Daily jellyfish updates on the country's beaches - or headlines wondering where they have gone to this year - and record temperature forecasts with heatstroke advice along with numbers of bathers on beaches are losing space to other late seasonal favourites, such as how to deal with post vacation blues and how heavy the kids' bags should be when they go back to school.
In Spain it has always been understood, albeit not directly written in the official state gazette, that no paperwork and red tape will get dealt with in August, as every 'funcionario' or politician is on the beach, with or without jellyfish, reading about how to avoid sun stroke, and how they are swelling the numbers of bathers to record levels.
One of this week's headlines in Malaga, then, is especially impressive.
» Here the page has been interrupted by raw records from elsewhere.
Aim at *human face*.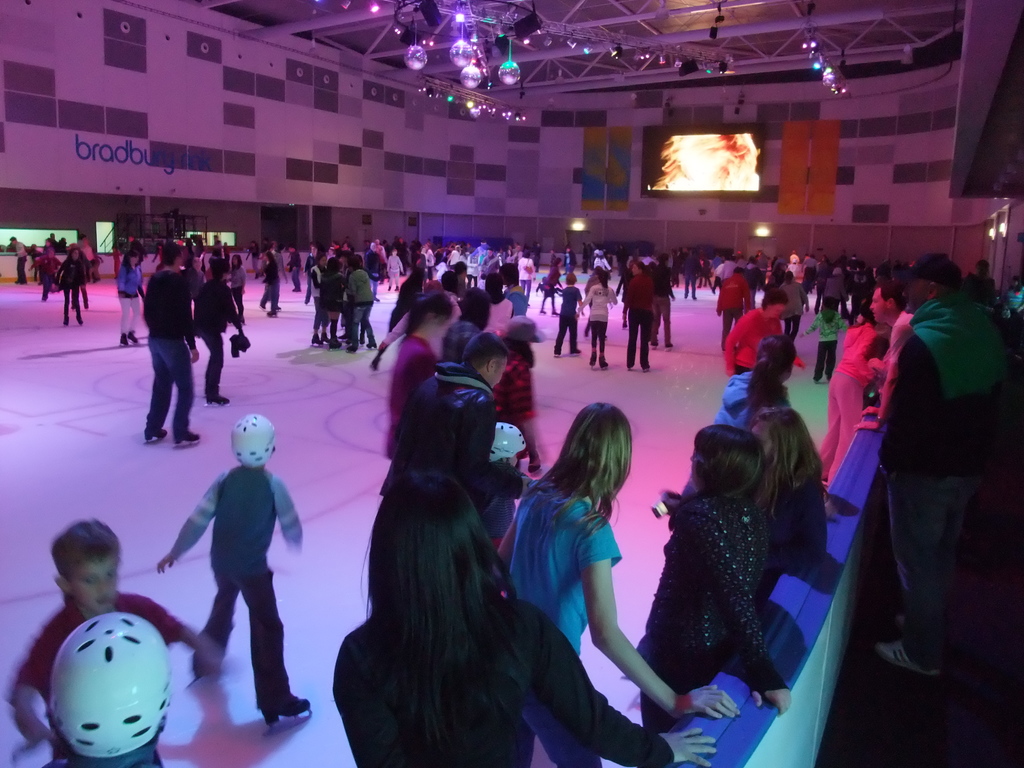
Aimed at locate(488, 354, 506, 388).
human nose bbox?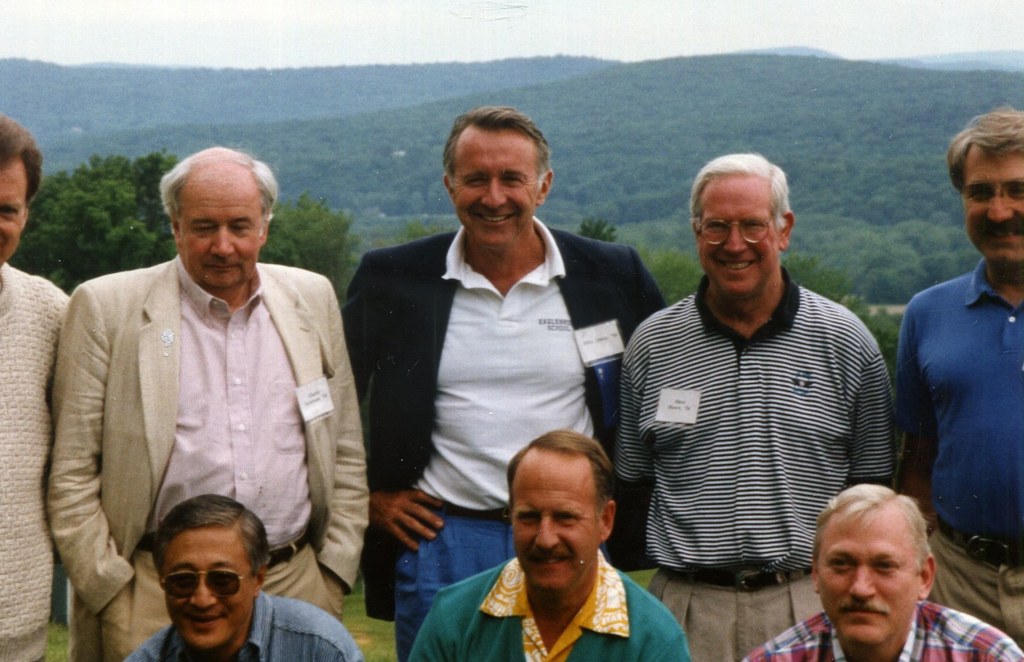
206:225:241:262
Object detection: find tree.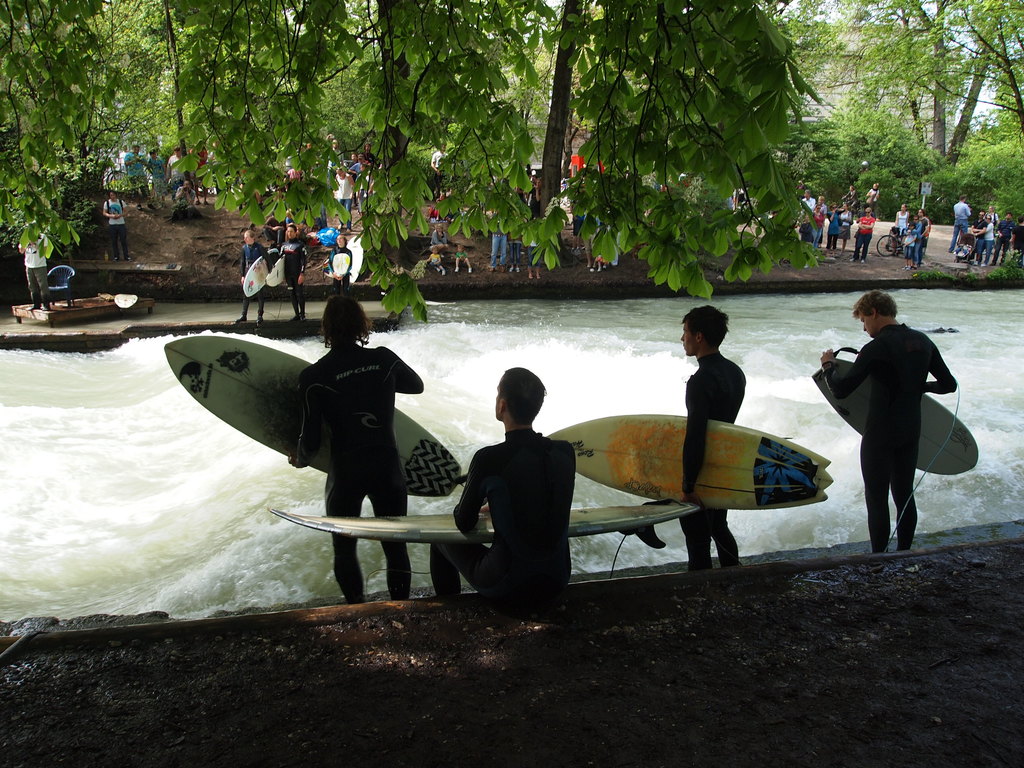
crop(0, 0, 824, 326).
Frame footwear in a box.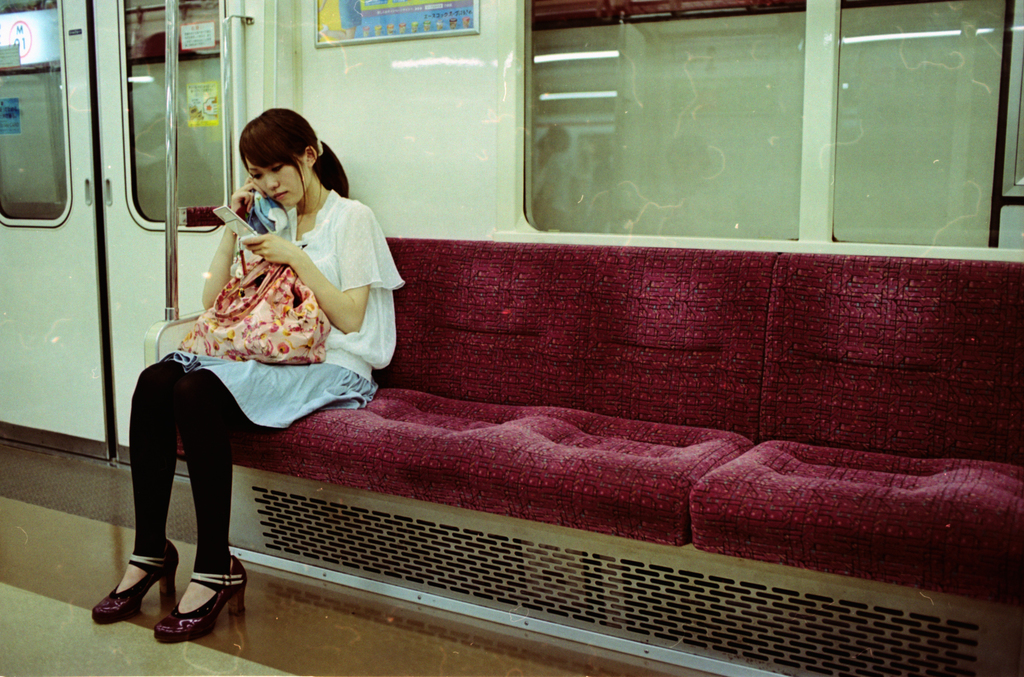
[107, 556, 224, 645].
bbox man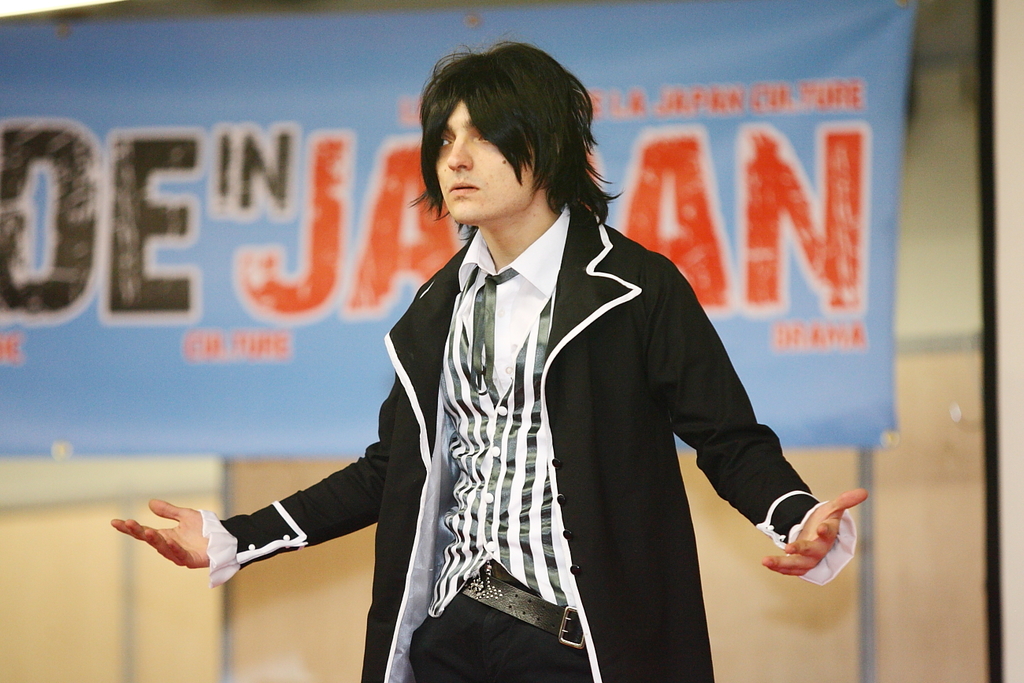
<region>108, 40, 866, 682</region>
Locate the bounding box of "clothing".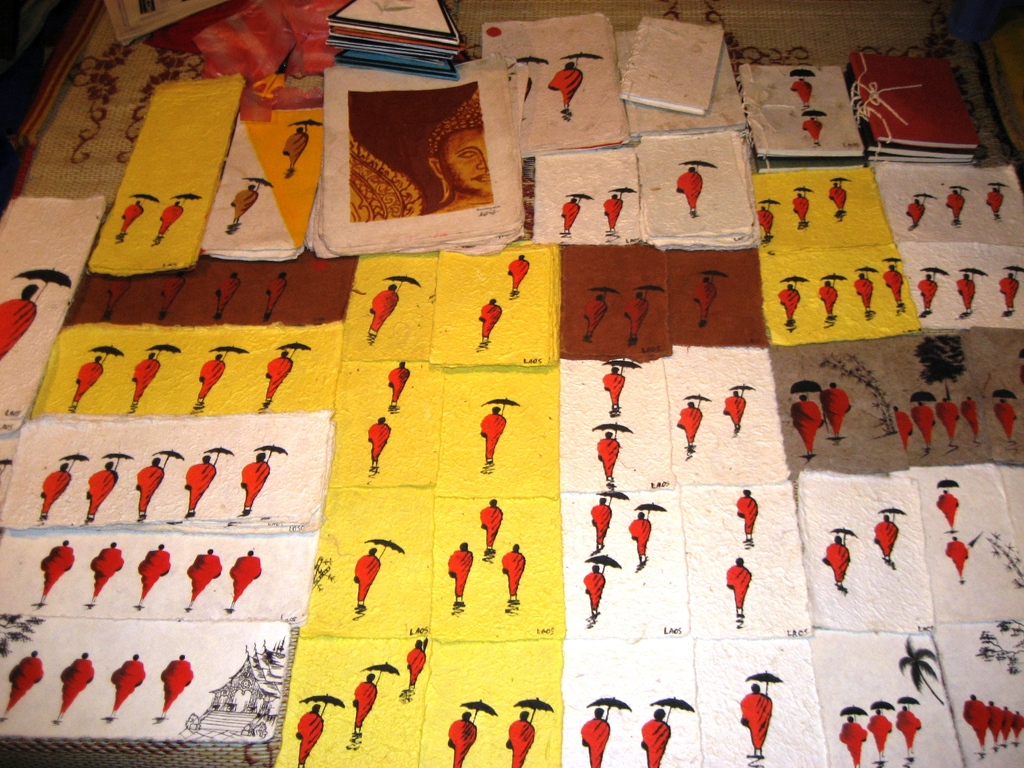
Bounding box: [600, 429, 622, 481].
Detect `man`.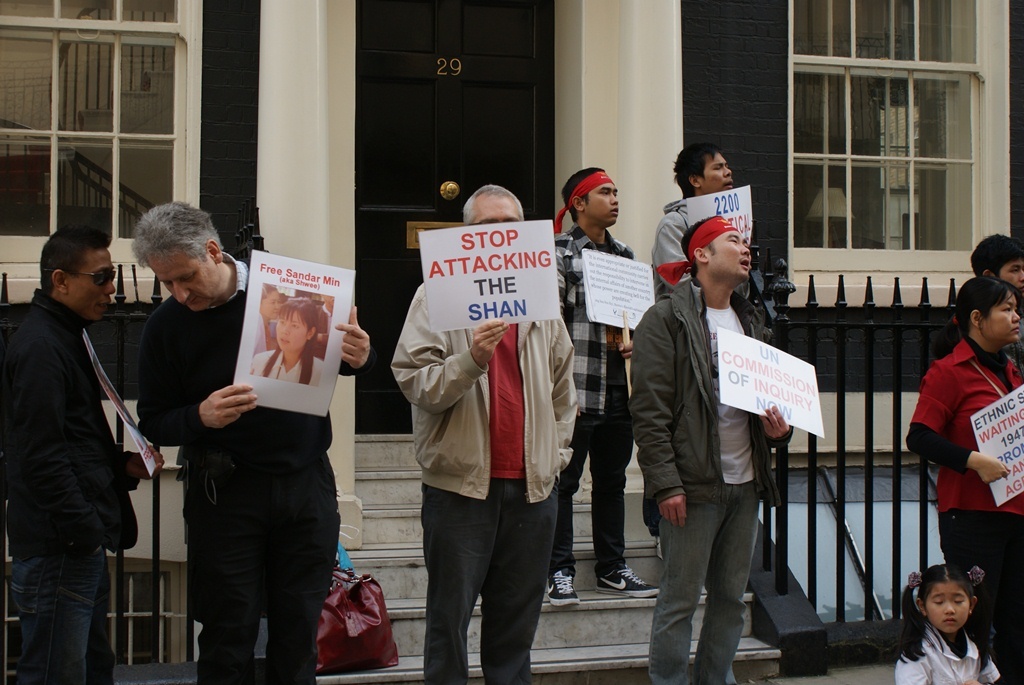
Detected at (389, 183, 581, 684).
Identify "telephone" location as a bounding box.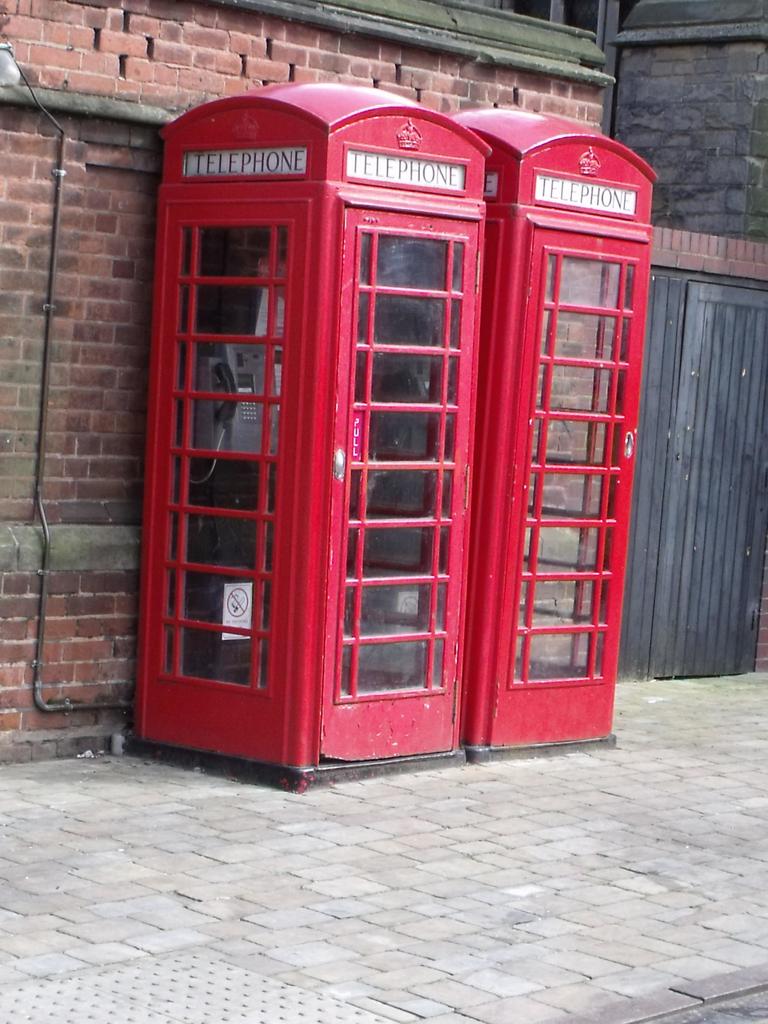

Planning permission for someone's new roof has been granted in record time... and in August.
OK, so the property in question is Malaga Cathedral and the work needed is more than two centuries overdue, but let's raise a glass of chilled gazpacho to the city official who stamped a piece of paper in August.
Now the Diocese has to raise the 15 million euros it needs to do the job and it will be months before work can start, so the licence could probably have waited till September after all.
Of course we know really that the thing about Spain grinding to a halt in August is more of a myth, or something limited only to bureaucracy and a few other sectors.
In this part of the country, workers have been busier than ever, making sure the peak season on the Costa del Sol runs smoothly.
First in line for respect must be those on the chaotic and often tragic summer frontline: health workers and forest firefighters, among many others.
However, the many music festivals, summer fairs, moonlight dinners and chiringuito lunches, only happen thanks to an often invisible army of summer workers, who only seem to get noticed when something goes wrong.
And of course don't forget the journalists, left working hard to make headlines out of a lack of jellyfish and hot weather, while their holidaying colleagues join the funcionarios on the beaches, doing their bit to swell the numbers of bathers to headline-making figures.